If you’re logged into the server locally (i.e., with a keyboard and a monitor), then you can visit the website in your browser now at http://localhost:8080.

Note

If you’re logged into the server remotely over SSH, you won’t be able to visit the website in your browser just yet. Remote network access to the website is disabled by default. To enable remote access, head to Next steps.

Next steps

You can start using the application right away. By default, it’s installed in single-user mode, runs computation jobs on the local server, and is only accessible locally. This is the simplest configuration for the application, but you can enable other configurations using the linked instructions below.

If you’re not logged into the server locally (i.e., with a keyboard and monitor), then you’ll need to enable remote access to use the website from the network. Follow these instructions to configure remote network access.
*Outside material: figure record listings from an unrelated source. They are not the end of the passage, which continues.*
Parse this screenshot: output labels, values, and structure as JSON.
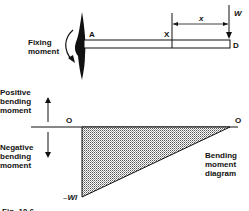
{
  "figure": {
    "beam": {
      "fixing_moment_label_line1": "Fixing",
      "fixing_moment_label_line2": "moment",
      "point_a": "A",
      "point_x": "X",
      "point_d": "D",
      "load_label": "W",
      "distance_label": "x"
    },
    "diagram": {
      "positive_line1": "Positive",
      "positive_line2": "bending",
      "positive_line3": "moment",
      "negative_line1": "Negative",
      "negative_line2": "bending",
      "negative_line3": "moment",
      "origin_left": "O",
      "origin_right": "O",
      "min_value": "–Wl",
      "title_line1": "Bending",
      "title_line2": "moment",
      "title_line3": "diagram"
    },
    "caption": "Fig. 10.6"
  },
  "colors": {
    "ink": "#111111",
    "fill": "#bdbdbd"
  }
}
If you need to allow multiple different people to use the application, but want them to have separate projects and storage locations, follow these instructions to set up multi-user mode.
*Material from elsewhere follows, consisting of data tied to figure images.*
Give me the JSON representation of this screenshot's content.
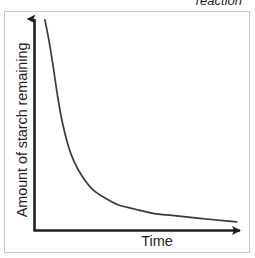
{
  "figure": {
    "caption_fragment": "reaction",
    "frame_color": "#c8c8c8",
    "background_color": "#ffffff"
  },
  "chart_data": {
    "type": "line",
    "title": "",
    "subtitle": "",
    "xlabel": "Time",
    "ylabel": "Amount of starch remaining",
    "axis_color": "#231f20",
    "curve_color": "#3a3a3a",
    "grid": false,
    "legend": null,
    "xlim": [
      0,
      100
    ],
    "ylim": [
      0,
      100
    ],
    "x_tick_labels": [],
    "y_tick_labels": [],
    "axes_have_arrows": true,
    "annotations": [],
    "series": [
      {
        "name": "starch remaining",
        "description": "exponential-style decay: starts high at left, falls steeply, then flattens toward a low plateau",
        "x": [
          5,
          7,
          9,
          11,
          13,
          16,
          19,
          23,
          28,
          34,
          40,
          48,
          57,
          66,
          76,
          86,
          97
        ],
        "y": [
          98,
          88,
          76,
          63,
          52,
          40,
          32,
          25,
          19,
          15,
          12,
          10,
          8,
          7,
          6,
          5,
          4
        ]
      }
    ]
  }
}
For large processing jobs, using a compute cluster can speed up results significantly. These instructions show how to attach a SLURM cluster to your installation.

Upgrading to a new version

To upgrade to a new version, stop nextPYP and simply re-run the installation:

# stop nextPYP
sudo systemctl stop nextPYP

# stop the reverse proxy (only required if you configured remote access through untrusted networks)
sudo systemctl stop nextPYP-rprox

# download the new version
sudo wget https://nextpyp.app/files/pyp/latest/install -O install
sudo chmod u+x install

# re-run the installation
sudo PYP_USER=nextpyp ./install

# re-install the reverse proxy (only if you configured remote access through untrusted networks)
sudo chmod u+x install-rprox
sudo PYP_DOMAIN=myserver.myorganization.org ./install-rprox

After this, you should be able to access the application the same way you did before the upgrade.